116 3rd St SE
Cedar Rapids, Iowa 52401
Home / News / Government & Politics / State Government
Recent gun control battle began with 1970s cultural wars, NRA president says

Apr. 25, 2013 1:20 pm
The recent defeat of gun control legislation in the U.S. Senate is just the latest round in cultural wars that attempted to reinterpret the Constitution, especially the 2
nd
Amendment, according to the president of the National Rifle Association.
It won't be the last, David Keene told a packed room of NRA supporters at the Iowa Capitol Thursday.
“We've managed to stave off the current threat in Congress,” Keene said at a Polk County Republican Party sack lunch fundraiser. “But the war has not ended. The enemy has gone behind a hill to regroup.”
When they return, the NRA and its 5 million members will be prepared for the next fight, he said.
In addition to defending the 2
nd
Amendment, Keene took time to defend his group. The NRA, he said, is the nation's oldest civil rights group.
“We're supporters of the 2
nd
Amendment, the Bill of Rights and those who stand with us have our friendship,” he said.
It's that friendship, more than any money the NRA spends, that elects friendly lawmakers and helps gun owners win legislative victories.
“If money made all the differences, Nelson Rockefeller would have been president, Michael Bloomberg would be running the world … and we'd all be driving Edsels,” Keene told reporters.
Still, the NRA and its Institute for Legislative Action spent $800,000 on lobbying in the first quarter of the year. That's about $100,000 more than last year and considerably more than the $250,000 spent by Bloomberg's Mayors Against Illegal Guns.
“Money is important in politics and advocacy and advertising,” he said, “but money isn't everything.”
What candidates really want is the NRA endorsement “because there are people, a lot of people out there who trust the NRA on 2
nd
Amendment issues, who care about those issues and who look to us for leadership,” Keene said “If we say a (candidate) is somebody you can rely on on 2
nd
Amendment issues, there are a lot of voters that will take that and vote for that member, that candidate, for that reason. That's what they want.”
Lifelong gun owner Allyn Dixon doesn't agree. The Des Moines attorney and members of Organizing for America, the successor to President Obama's campaign organization, were outside the committee room where Keene spoke. They held placards calling for background checks and calling for Congress to take action.
“We're disappointed that Congress failed to pass background checks,” Dixon said.
He dismissed Keene's arguments against mandatory background checks and suggestions that the legislation included a “back-door” federal gun registry.
“That's the furthest thing from the truth,” Dixon said. The NRA “thinks everything is a conspiracy.”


→ DIRECTIONS FOR THIS TASK: The number of lines below containing the word "spectral" is all that should be returned.

→ Items listed in a dataset:
———

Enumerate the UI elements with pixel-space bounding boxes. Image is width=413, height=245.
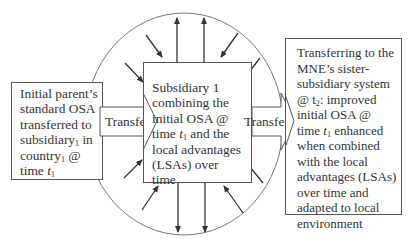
sister-subsidiary-text: Transferring to the MNE’s sister- subsid… — [297, 45, 396, 231]
diagram-canvas: Initial parent’s standard OSA transferre… — [0, 0, 413, 245]
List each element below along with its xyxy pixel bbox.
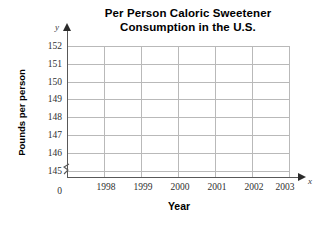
- y-tick-label: 146: [36, 148, 62, 158]
- y-axis-arrow-icon: [63, 23, 71, 31]
- chart-title-line-2: Consumption in the U.S.: [68, 20, 308, 34]
- y-axis-line: [67, 30, 68, 178]
- axis-break-icon: [62, 163, 74, 175]
- x-axis-letter: x: [308, 176, 312, 186]
- y-tick-label: 149: [36, 94, 62, 104]
- gridline-vertical: [141, 46, 142, 178]
- y-tick-label: 148: [36, 112, 62, 122]
- x-tick-label: 1999: [123, 182, 163, 192]
- x-tick-label: 2001: [197, 182, 237, 192]
- plot-area: [68, 46, 290, 178]
- x-axis-arrow-icon: [298, 173, 306, 181]
- x-axis-title: Year: [68, 200, 290, 212]
- gridline-horizontal: [68, 99, 290, 100]
- gridline-horizontal: [68, 46, 290, 47]
- gridline-vertical: [252, 46, 253, 178]
- gridline-vertical: [215, 46, 216, 178]
- gridline-vertical: [178, 46, 179, 178]
- caloric-sweetener-chart: Per Person Caloric Sweetener Consumption…: [0, 0, 321, 229]
- gridline-horizontal: [68, 135, 290, 136]
- chart-title-line-1: Per Person Caloric Sweetener: [68, 6, 308, 20]
- y-tick-label: 150: [36, 77, 62, 87]
- gridline-horizontal: [68, 117, 290, 118]
- y-tick-label: 151: [36, 59, 62, 69]
- y-tick-labels: 152 151 150 149 148 147 146 145 0: [36, 0, 62, 229]
- x-tick-label: 2000: [160, 182, 200, 192]
- chart-title: Per Person Caloric Sweetener Consumption…: [68, 6, 308, 34]
- x-axis-line: [67, 177, 300, 178]
- y-origin-label: 0: [36, 186, 62, 196]
- x-tick-label: 2003: [265, 182, 305, 192]
- gridline-vertical: [289, 46, 290, 178]
- x-tick-label: 1998: [86, 182, 126, 192]
- y-tick-label: 145: [36, 166, 62, 176]
- y-axis-title: Pounds per person: [16, 58, 27, 168]
- y-tick-label: 152: [36, 41, 62, 51]
- gridline-vertical: [104, 46, 105, 178]
- gridline-horizontal: [68, 82, 290, 83]
- gridline-horizontal: [68, 64, 290, 65]
- gridline-horizontal: [68, 153, 290, 154]
- gridline-horizontal: [68, 171, 290, 172]
- y-tick-label: 147: [36, 130, 62, 140]
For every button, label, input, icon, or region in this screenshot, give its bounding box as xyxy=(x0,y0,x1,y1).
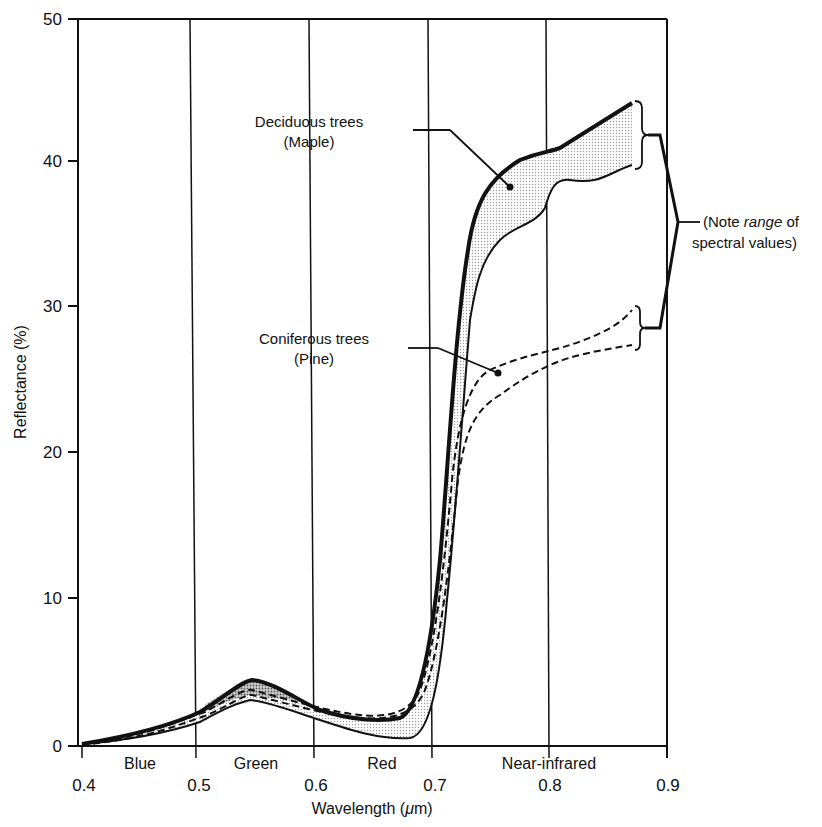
note-bracket-connector xyxy=(645,135,678,328)
y-tick-0: 0 xyxy=(53,737,62,756)
maple-lower-curve xyxy=(82,165,632,744)
spectral-band-labels: Blue Green Red Near-infrared xyxy=(124,755,596,772)
band-green: Green xyxy=(234,755,278,772)
x-tick-0.7: 0.7 xyxy=(423,776,447,795)
y-axis-title: Reflectance (%) xyxy=(12,325,29,439)
band-near-infrared: Near-infrared xyxy=(502,755,596,772)
pine-lower-curve xyxy=(82,345,632,745)
y-tick-40: 40 xyxy=(43,152,62,171)
x-tick-0.6: 0.6 xyxy=(304,776,328,795)
svg-text:Deciduous trees: Deciduous trees xyxy=(255,113,363,130)
svg-text:(Pine): (Pine) xyxy=(294,350,334,367)
pine-annotation: Coniferous trees (Pine) xyxy=(259,330,369,367)
pine-upper-curve xyxy=(82,310,632,744)
plot-frame xyxy=(78,19,667,758)
svg-text:(Maple): (Maple) xyxy=(284,133,335,150)
x-axis-title: Wavelength (μm) xyxy=(311,800,432,817)
maple-pointer-dot xyxy=(507,184,514,191)
range-note-annotation: (Note range of spectral values) xyxy=(692,213,800,251)
pine-range-bracket xyxy=(635,306,645,350)
x-tick-0.8: 0.8 xyxy=(538,776,562,795)
y-tick-50: 50 xyxy=(43,10,62,29)
band-blue: Blue xyxy=(124,755,156,772)
y-tick-20: 20 xyxy=(43,443,62,462)
maple-range-band xyxy=(82,103,632,744)
maple-annotation: Deciduous trees (Maple) xyxy=(255,113,363,150)
x-tick-0.4: 0.4 xyxy=(72,776,96,795)
x-tick-labels: 0.4 0.5 0.6 0.7 0.8 0.9 xyxy=(72,776,680,795)
svg-text:(Note range of: (Note range of xyxy=(703,213,800,230)
y-tick-30: 30 xyxy=(43,297,62,316)
band-red: Red xyxy=(367,755,396,772)
maple-upper-curve xyxy=(82,103,632,744)
reflectance-chart: 50 40 30 20 10 0 0.4 0.5 0.6 0.7 0.8 0.9… xyxy=(0,0,822,827)
svg-text:spectral values): spectral values) xyxy=(692,234,797,251)
maple-range-bracket xyxy=(635,101,648,169)
y-tick-10: 10 xyxy=(43,589,62,608)
y-ticks xyxy=(68,19,78,746)
svg-text:Coniferous trees: Coniferous trees xyxy=(259,330,369,347)
y-tick-labels: 50 40 30 20 10 0 xyxy=(43,10,62,756)
pine-pointer-dot xyxy=(495,370,502,377)
x-tick-0.5: 0.5 xyxy=(187,776,211,795)
x-tick-0.9: 0.9 xyxy=(656,776,680,795)
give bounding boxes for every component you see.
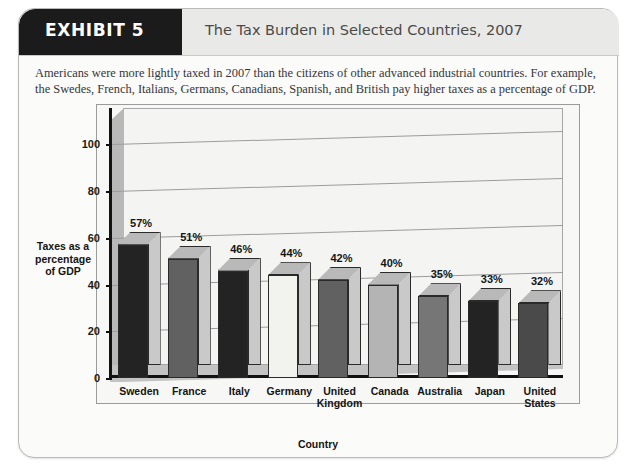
bar-front-face [518,303,548,378]
bar-front-face [218,271,248,378]
bar: 51% [168,246,211,378]
bar-value-label: 57% [120,217,163,229]
bar-side-face [348,267,361,365]
bar: 33% [468,288,511,378]
bar: 35% [418,283,461,378]
exhibit-title: The Tax Burden in Selected Countries, 20… [205,22,523,38]
y-tick-label: 0 [70,372,100,384]
bar-side-face [448,283,461,365]
bar-front-face [418,296,448,378]
bar: 32% [518,290,561,378]
y-tick [106,191,112,193]
y-tick [106,378,112,380]
x-axis-title: Country [0,438,636,450]
bar-front-face [368,285,398,378]
bar: 42% [318,267,361,378]
bar-front-face [268,275,298,378]
bar-side-face [198,246,211,365]
y-tick [106,144,112,146]
category-label: UnitedStates [506,385,574,409]
y-tick-label: 100 [70,138,100,150]
bar: 44% [268,262,311,378]
y-axis-title-line: percentage [28,253,98,266]
bar-chart-plot: 57%51%46%44%42%40%35%33%32% [96,104,580,404]
bar-front-face [468,301,498,378]
category-label-line: Kingdom [306,397,374,409]
bar-value-label: 44% [270,247,313,259]
bar-value-label: 40% [370,257,413,269]
y-tick-label: 80 [70,185,100,197]
y-tick [106,238,112,240]
exhibit-page: EXHIBIT 5 The Tax Burden in Selected Cou… [0,0,636,473]
bar: 40% [368,272,411,378]
y-axis-line [109,108,112,378]
category-label-line: United [506,385,574,397]
y-tick-label: 20 [70,325,100,337]
bar-value-label: 32% [520,275,563,287]
y-axis-title-line: Taxes as a [28,240,98,253]
y-tick-label: 40 [70,279,100,291]
y-tick [106,285,112,287]
bar-front-face [118,245,148,378]
bar: 46% [218,258,261,378]
header-divider [19,55,619,56]
exhibit-header: EXHIBIT 5 The Tax Burden in Selected Cou… [19,9,619,55]
bar-value-label: 33% [470,273,513,285]
bar-side-face [498,288,511,365]
bar-value-label: 46% [220,243,263,255]
bar-value-label: 51% [170,231,213,243]
bar: 57% [118,232,161,378]
y-axis-title: Taxes as apercentageof GDP [28,240,98,278]
exhibit-number-label: EXHIBIT 5 [45,20,144,40]
category-label-line: States [506,397,574,409]
bar-front-face [318,280,348,378]
bar-value-label: 42% [320,252,363,264]
bar-side-face [298,262,311,365]
bar-side-face [398,272,411,365]
bar-value-label: 35% [420,268,463,280]
y-axis-title-line: of GDP [28,265,98,278]
bar-side-face [548,290,561,365]
bar-front-face [168,259,198,378]
exhibit-caption: Americans were more lightly taxed in 200… [35,65,607,97]
bar-side-face [248,258,261,365]
bar-side-face [148,232,161,365]
y-tick [106,331,112,333]
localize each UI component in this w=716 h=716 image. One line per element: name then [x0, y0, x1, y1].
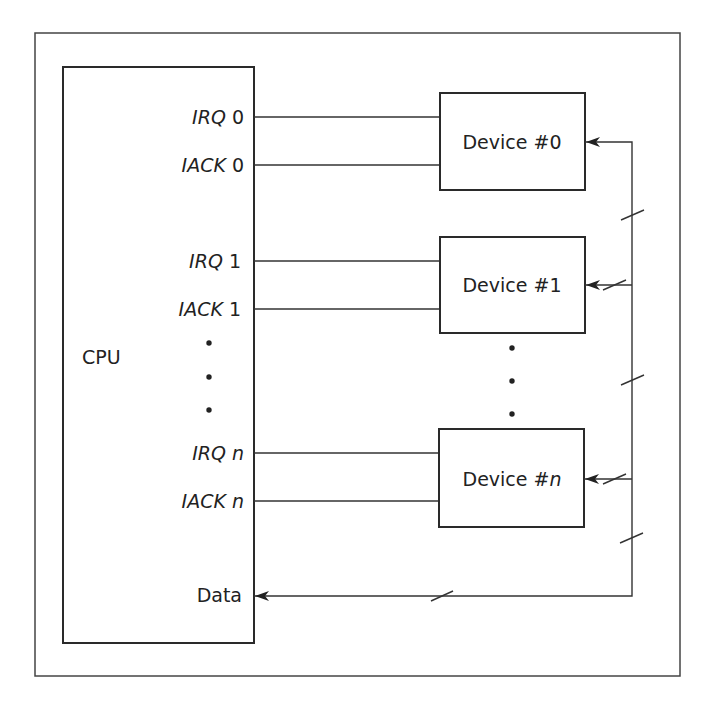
- device-0-label: Device #0: [462, 131, 561, 153]
- interrupt-diagram: CPU IRQ 0 IACK 0 IRQ 1 IACK 1 IRQ n IACK…: [0, 0, 716, 716]
- signal-lines: [254, 117, 440, 501]
- device-1-label: Device #1: [462, 274, 561, 296]
- signal-iack-n: IACK n: [182, 490, 244, 512]
- device-ellipsis: [509, 345, 514, 416]
- signal-iack-1: IACK 1: [179, 298, 241, 320]
- signal-irq-0: IRQ 0: [192, 106, 244, 128]
- signal-iack-0: IACK 0: [182, 154, 244, 176]
- device-n-label: Device #n: [463, 468, 562, 490]
- signal-irq-1: IRQ 1: [189, 250, 241, 272]
- signal-irq-n: IRQ n: [192, 442, 244, 464]
- cpu-label: CPU: [82, 346, 121, 368]
- signal-data: Data: [197, 584, 242, 606]
- arrowheads: [255, 137, 600, 601]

———

→ RESPONSE: 3